Deputy who seized cell phone suspended (with pay)

Charge dropped against woman arrested after recording him
By JOHN WHARTON

Southern Maryland Newspapers
Jun. 30, 2010

A St. Mary's sheriff's deputy has been suspended amid an investigation from his grabbing a woman's cell phone when she recorded him, and prosecutors have dropped a communication-interception charge that police filed against the woman.

"They've got to be stopped somewhere," Yvonne Nicole Shaw, 27, said outside a courtroom Friday after the felony charge against her was dismissed. "They can't keep treating everyone like that. They're supposed to protect and serve, but they're not. They're treating us any way they want. Not all of them, but some of them."

Cpl. Patrick Handy was suspended with pay later that day, Sheriff Timothy K. Cameron (R) said this week, "based on the totality of the allegations of … misapplication of law and, or performance of duty."

Shaw was arrested shortly after midnight on June 12 in Lexington Park's Colony Square neighborhood, and she was jailed on the charge filed by Handy, who seized her cell phone and alleged that its camcorder content included an audio recording of his conversation with other people.

Handy wrote in charging papers that Shaw admitted recording the incident to try "to show the police are harassing people."

St. Mary's State's Attorney Richard D. Fritz (R) said last week that the corporal had probable cause to make the arrest, but that the statute was intended to outlaw the non-consensual recording of one-on-one conversations conducted in private, as opposed to on a public street.

Despite Fritz's announcement that he would drop the case, Shaw was still obligated to go to district court last Friday afternoon for a preliminary inquiry, where defendants are advised of potential penalties if they are convicted and they are urged to get a lawyer.

"Is this the case the state's attorney said he's going to dismiss?" retired St. Mary's District Judge John F. Slade III asked when Shaw initially appeared before him. "I'm not going to make her come back again [on a trial date] if he's going to dismiss the case."

The judge asked that a prosecutor be called to come to the courtroom, and St. Mary's Assistant State's Attorney Michael Kane appeared a few minutes later before dismissing the case.

Cameron said Tuesday that the decision to suspend Handy was made "with a desire to protect the persons involved in the investigation, including Cpl. Handy. He shouldn't be put in a situation where he's responding back to Colony Square or making a traffic stop that would expose him to the notion that it was an ongoing course of conduct to harass Ms. Shaw or anybody else." Shaw said last week that Handy was among the officers responding to a traffic stop at Colony Square on June 18 that left her with a ticket for having a bad tag light on her car.

Shaw paid $199 for a new phone after her arrest, and she said this week that she still has not yet received back the cell phone that was seized from her.

"It has a memory card, with all the pictures of my daughter, phone numbers and dates [with] appointments," she said in an earlier interview last week. "You live by your cell phone."

Cameron said Tuesday, "She's cooperating in allowing us to keep the phone at the time being. It will be returned to her at the conclusion of the investigation, or when we no longer need it."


◆ EXERCISE OBJECTIVE ◆
From the listing below, extract each line containing the string "text".
________________________________________
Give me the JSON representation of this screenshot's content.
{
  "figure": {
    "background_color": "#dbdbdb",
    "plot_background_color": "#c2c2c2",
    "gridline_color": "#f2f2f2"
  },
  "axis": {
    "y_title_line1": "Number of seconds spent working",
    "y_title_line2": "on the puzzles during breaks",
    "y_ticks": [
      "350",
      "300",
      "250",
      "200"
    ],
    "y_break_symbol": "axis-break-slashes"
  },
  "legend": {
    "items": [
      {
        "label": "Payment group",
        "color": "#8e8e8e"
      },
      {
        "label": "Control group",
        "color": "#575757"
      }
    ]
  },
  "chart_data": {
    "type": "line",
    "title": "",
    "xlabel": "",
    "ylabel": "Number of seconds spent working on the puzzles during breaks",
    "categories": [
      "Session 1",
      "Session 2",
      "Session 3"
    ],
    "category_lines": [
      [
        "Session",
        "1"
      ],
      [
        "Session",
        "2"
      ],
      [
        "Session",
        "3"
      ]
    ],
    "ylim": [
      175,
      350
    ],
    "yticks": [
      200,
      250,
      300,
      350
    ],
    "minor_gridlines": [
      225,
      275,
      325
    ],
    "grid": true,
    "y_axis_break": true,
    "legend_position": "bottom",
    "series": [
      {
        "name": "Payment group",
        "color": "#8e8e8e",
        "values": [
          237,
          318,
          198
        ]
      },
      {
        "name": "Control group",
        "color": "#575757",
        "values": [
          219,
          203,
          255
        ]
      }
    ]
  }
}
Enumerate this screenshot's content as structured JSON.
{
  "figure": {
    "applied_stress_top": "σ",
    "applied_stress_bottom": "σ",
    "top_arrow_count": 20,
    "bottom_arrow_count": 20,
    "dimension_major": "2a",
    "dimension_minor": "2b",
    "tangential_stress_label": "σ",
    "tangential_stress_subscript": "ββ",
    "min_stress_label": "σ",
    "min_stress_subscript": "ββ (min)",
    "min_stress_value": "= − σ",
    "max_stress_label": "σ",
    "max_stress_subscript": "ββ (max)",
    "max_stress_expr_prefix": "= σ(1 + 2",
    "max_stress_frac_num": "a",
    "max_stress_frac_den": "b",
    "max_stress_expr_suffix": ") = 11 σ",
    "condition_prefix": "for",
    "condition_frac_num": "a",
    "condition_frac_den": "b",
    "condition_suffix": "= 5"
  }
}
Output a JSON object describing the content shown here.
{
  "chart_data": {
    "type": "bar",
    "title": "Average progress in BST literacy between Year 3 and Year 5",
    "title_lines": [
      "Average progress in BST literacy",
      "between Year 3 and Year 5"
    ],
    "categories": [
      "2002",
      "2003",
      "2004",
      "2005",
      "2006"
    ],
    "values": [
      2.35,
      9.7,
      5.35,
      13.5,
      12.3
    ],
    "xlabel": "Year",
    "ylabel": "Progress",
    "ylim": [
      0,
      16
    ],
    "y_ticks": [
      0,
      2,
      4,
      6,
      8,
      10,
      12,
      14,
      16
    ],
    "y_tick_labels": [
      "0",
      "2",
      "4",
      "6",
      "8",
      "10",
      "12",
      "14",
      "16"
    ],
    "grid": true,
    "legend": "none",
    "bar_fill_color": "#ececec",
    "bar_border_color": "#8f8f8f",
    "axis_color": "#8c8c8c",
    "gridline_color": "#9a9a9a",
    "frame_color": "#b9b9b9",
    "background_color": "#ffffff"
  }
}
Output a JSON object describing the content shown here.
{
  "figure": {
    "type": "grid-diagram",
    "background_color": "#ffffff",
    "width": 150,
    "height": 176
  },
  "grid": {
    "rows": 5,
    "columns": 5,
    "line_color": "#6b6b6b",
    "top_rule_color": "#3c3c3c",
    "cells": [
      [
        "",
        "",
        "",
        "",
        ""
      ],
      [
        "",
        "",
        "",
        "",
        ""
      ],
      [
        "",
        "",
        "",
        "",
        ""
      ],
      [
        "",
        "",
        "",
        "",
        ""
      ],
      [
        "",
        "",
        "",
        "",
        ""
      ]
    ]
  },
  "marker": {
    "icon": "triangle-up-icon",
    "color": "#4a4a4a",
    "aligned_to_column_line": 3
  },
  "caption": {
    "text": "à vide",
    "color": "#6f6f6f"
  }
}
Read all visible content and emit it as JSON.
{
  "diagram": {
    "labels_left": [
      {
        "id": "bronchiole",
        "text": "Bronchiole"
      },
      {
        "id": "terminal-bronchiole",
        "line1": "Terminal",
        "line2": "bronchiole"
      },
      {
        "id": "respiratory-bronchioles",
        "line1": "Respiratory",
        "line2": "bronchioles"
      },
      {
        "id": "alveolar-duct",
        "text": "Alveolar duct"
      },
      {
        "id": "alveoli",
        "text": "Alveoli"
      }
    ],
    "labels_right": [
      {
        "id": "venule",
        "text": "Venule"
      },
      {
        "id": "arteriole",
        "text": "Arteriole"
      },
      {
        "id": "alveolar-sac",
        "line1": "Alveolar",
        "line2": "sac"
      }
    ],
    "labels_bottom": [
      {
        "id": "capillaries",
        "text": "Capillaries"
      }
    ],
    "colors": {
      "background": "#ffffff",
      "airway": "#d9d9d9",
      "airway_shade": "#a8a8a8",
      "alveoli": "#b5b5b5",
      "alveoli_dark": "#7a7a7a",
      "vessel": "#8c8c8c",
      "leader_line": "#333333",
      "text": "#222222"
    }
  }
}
________________________________________
◆ FINISHED TASK ◆
    "text": "à vide",
        "text": "Bronchiole"
        "text": "Alveolar duct"
        "text": "Alveoli"
        "text": "Venule"
        "text": "Arteriole"
        "text": "Capillaries"
      "text": "#222222"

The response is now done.